The Origin and Development of Eurythmy 1920–1922
GA 277c — 14 September 1922, Dornach
Eurythmy Address
Poster for the performance
Ladies and gentlemen!
I took the liberty of speaking about eurythmy and its essence on the first evening, when we had our esteemed French guests here for the eurythmy performance. I therefore do not wish to add anything more on this subject today. I would just like to say a few words in view of the fact that the last number of the first part of today's program before the interval will feature a scene from my mystery drama “The Awakening of the Soul.”
We have gradually become particularly convinced that the higher form of stylization — for such a thing does occur in eurythmy — that higher form of stylization which lifts the stage action out of all naturalism, is particularly suited to the presentation of such dramatic scenes which lead beyond what is happening around human beings to such relationships which the human soul has with the supersensible world. Wherever anything in the drama plays into the higher effect of supersensible powers in the human soul, eurythmy appears as a particularly suitable art of representation, even for the dramatic. For example, we have used eurythmy to portray those scenes in Goethe's Faust that lead from the naturalistic to the supersensible in such a way that what lies in this Goethe drama could actually be revealed on stage.
And so one can say quite specifically: if something is aimed from the outset at bringing the relationship between human beings and the supersensible world to the stage, then eurythmy comes into its own as a matter of course. And my “mystery dramas” are actually already conceived in a eurythmic way, so that eurythmy emerges as a completely natural form of expression. However, in all those scenes in the drama which, if I may say so, depict ordinary earthly events and are purely naturalistic, the usual mimetic representation must be used.
Therefore, in the presentation of this scene, you will see how the personality who stands there in a completely naturalistic way in the drama also appears here in today's presentation in a naturalistic, mimetic representation, while everything else that signifies the spiritual world entering the human soul is brought to life through eurythmy in such a way that the visible language of eurythmy is spoken on stage and this visible eurythmic representation is accompanied by the corresponding recitation or declamation.
I would just like to say this about the scene: my “mystery drama” depicts a personality undergoing inner developments. We are in the middle of a dramatic development; this scene depicts a certain stage in the development of Johannes Thomasius. Through his friends Capesius and Strader, he experienced things that brought him into contact with supersensible powers, as did another character, Maria, and his teacher in spiritual matters, Benediktus. What resulted from these experiences and other life circumstances in his soul as impulses for development finally led Johannes Thomasius to see his own inner self in such a way that he truly had the connection with a spiritual world before him.
What is presented here in a spiritual context is not meant to be symbols, least of all straw allegories – for symbols and allegories are not actually artistic – but rather real spiritual insights. These spiritual insights will be understood by anyone who is capable of absorbing anything at all of the spiritual knowledge that is cultivated here at the Goetheanum.
Here we see how, at first, the whole inner self of human beings, like a kind of doppelganger — that is, himself — appears before Johannes Thomasius, how a scene unfolds between Johannes Thomasius, who lives in the outer physical world, and what he experiences as the image of himself in the spiritual world, since one must assume that a supersensible image exists of every human being who lives on earth.
But then, before Johannes Thomasius, there appears what I have characterized as the spirit of his youth. This spirit of his youth is not symbolic, but must be thought of as a reality, as the reality that appears at a certain point in human development in such a way that, when we have grown older, we look back on our youth and it confronts us through a foreign personality. Then we experience all that is tragic in our inner lives, which results from the relationship between what has become completely external to us on the one hand – the essence of our youth – and what still plays a powerful and real role in the present on the other. The disharmony that results from this is a tragic experience. This is the second thing that causes human beings to live their way into the spiritual world in this way.
But then certain difficulties arise in the transition from the physical to the spiritual world. That is why it is said that the spiritual world is actually protected from the ordinary consciousness of human beings by the guardian of the threshold. Human beings must pass this guardian of the threshold, laying aside fear and desire. Then they enter the spiritual world well prepared. - And then Ahriman is presented to us as another spiritual being. He is the spiritual representative of everything that works in human beings as an independent entity and draws them down into pedantry, materialism, and intellectualism, in other words, pulls them down to earth, just as Lucifer wants to draw them out of themselves in enthusiasm for themselves.
This relationship, which brings supernatural circumstances and experiences to the stage, is one that is particularly suited to eurythmic representation. Johannes Thomasius himself will be portrayed in a naturalistic, mimetic manner, while all the other characters will be represented through eurythmy. The performance of this scene is, as I said, the last number of the first part of the program; then there will be an intermission, and then the second part will follow.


> What you need to do: Would you give back exactly the lines from the line with "Click and drag to select 'truck'." through the end of the entries below, both included, but none of the pictures?

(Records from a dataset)
=-=-=

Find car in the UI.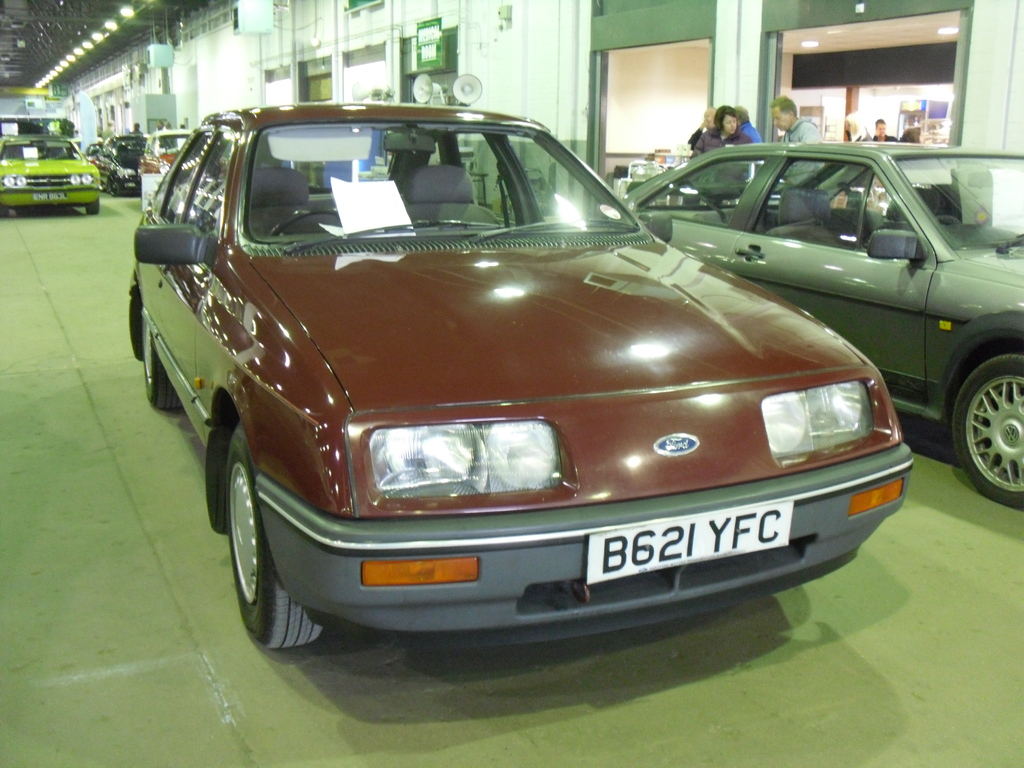
UI element at l=609, t=133, r=1023, b=509.
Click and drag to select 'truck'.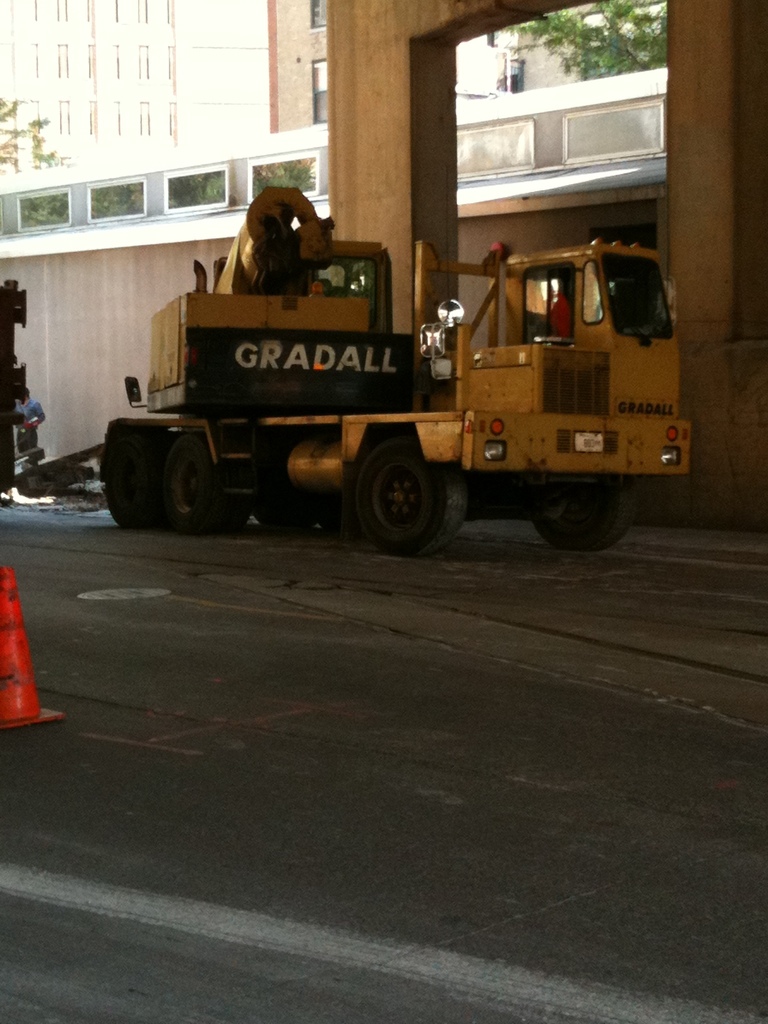
Selection: {"left": 126, "top": 163, "right": 704, "bottom": 553}.
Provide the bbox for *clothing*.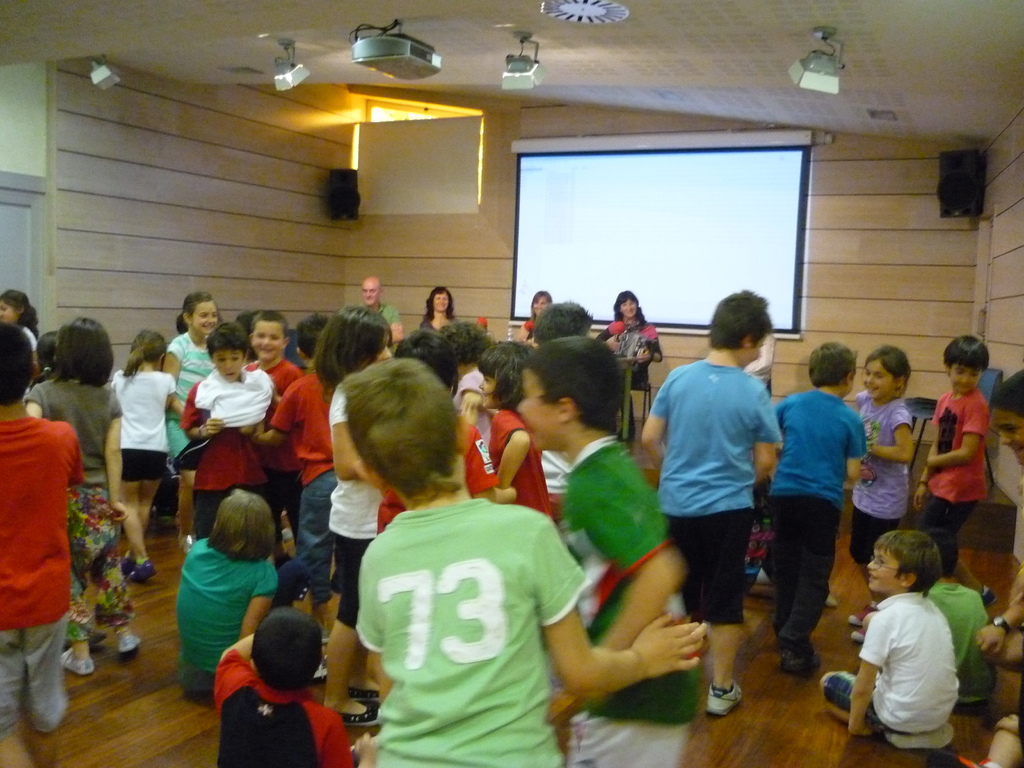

=-=-=

> Solution:
Click and drag to select 'truck'.
Selection: {"left": 126, "top": 163, "right": 704, "bottom": 553}.
Provide the bbox for *clothing*.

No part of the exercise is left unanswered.